As we’ve noted here before, in the current year the (away from home, outside London) rate is already £492 short thanks to this problem – and we thought that it would end up £1,154 short this coming September.
But that was based on March 2022 OBR projections for RPIX (RPI without mortgage payments) of inflation at 9.2 percent, versus the DfE prediction figure of 2.3 percent. This morning the National Institute of Economic and Social Research (NIESR) predicts that RPI will hit 17.7 percent in Q4 this year.
RPIX may well be even higher than RPI – but if it was at 17.7 percent, that would enlarge the forecast inflation error significantly – leaving students on the maximum maintenance loan £2,040 worse off than they should be. The figure is £2,656 for students away from home in London, and £1,713 for those at home:
And remember – to deal with Problem #1 above, we would also need to add at least £1,000 to those figures.
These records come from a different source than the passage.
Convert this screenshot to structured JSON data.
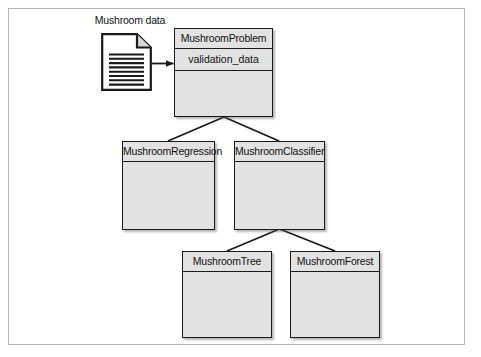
{
  "figure": {
    "kind": "uml-class-diagram",
    "frame": {
      "border_color": "#b4b4b4"
    },
    "palette": {
      "box_fill": "#e2e2e2",
      "box_stroke": "#1a1a1a",
      "line": "#1a1a1a",
      "text": "#111111",
      "background": "#ffffff"
    }
  },
  "data_source": {
    "label": "Mushroom data",
    "icon": "document-icon",
    "line_count": 9
  },
  "classes": [
    {
      "id": "mushroom-problem",
      "name": "MushroomProblem",
      "attributes": [
        "validation_data"
      ],
      "operations": []
    },
    {
      "id": "mushroom-regression",
      "name": "MushroomRegression",
      "attributes": [],
      "operations": []
    },
    {
      "id": "mushroom-classifier",
      "name": "MushroomClassifier",
      "attributes": [],
      "operations": []
    },
    {
      "id": "mushroom-tree",
      "name": "MushroomTree",
      "attributes": [],
      "operations": []
    },
    {
      "id": "mushroom-forest",
      "name": "MushroomForest",
      "attributes": [],
      "operations": []
    }
  ],
  "relations": [
    {
      "type": "data-flow",
      "from": "mushroom-data",
      "to": "mushroom-problem"
    },
    {
      "type": "generalization",
      "from": "mushroom-regression",
      "to": "mushroom-problem"
    },
    {
      "type": "generalization",
      "from": "mushroom-classifier",
      "to": "mushroom-problem"
    },
    {
      "type": "generalization",
      "from": "mushroom-tree",
      "to": "mushroom-classifier"
    },
    {
      "type": "generalization",
      "from": "mushroom-forest",
      "to": "mushroom-classifier"
    }
  ]
}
The nations have similar problems (I have no idea how on earth any NI domiciled student on a low income will live if they’re studying in London, for example), the figures above apply to Disabled Students Allowances in England too, and this should also remind us how spectacularly inadequate the home office’s living costs estimate for international students is (it has applied a less than 1 percent uplift to the amount required to be held in the bank on entry).
There’s no sign of anything coming from DfE, most bursary and scholarship packages aren’t being uprated for inflation at all, most universities seem to be applying inflationary increases to halls prices and both PG and international fees, and let alone the poorest – the chances of large swathes of the lower middle classes being able to parental-contribute what they were last year are zilch.
Things really are going to get very grim, very quickly. The contrast between the level of planning effort, public lobbying and observable detail to keep the show on the road in 2020 and now is astonishing, really.
There is, just as an aside, an interesting little quandary coming for DfE. Usually by roughly now we have the figures for the 2023/24 uplift. But if, as is usual, it applies the Q1 2024 prediction from last March, it’ll only uplift loans for 2023/24 by 1.8 percent. Surely to god it won’t get away with that?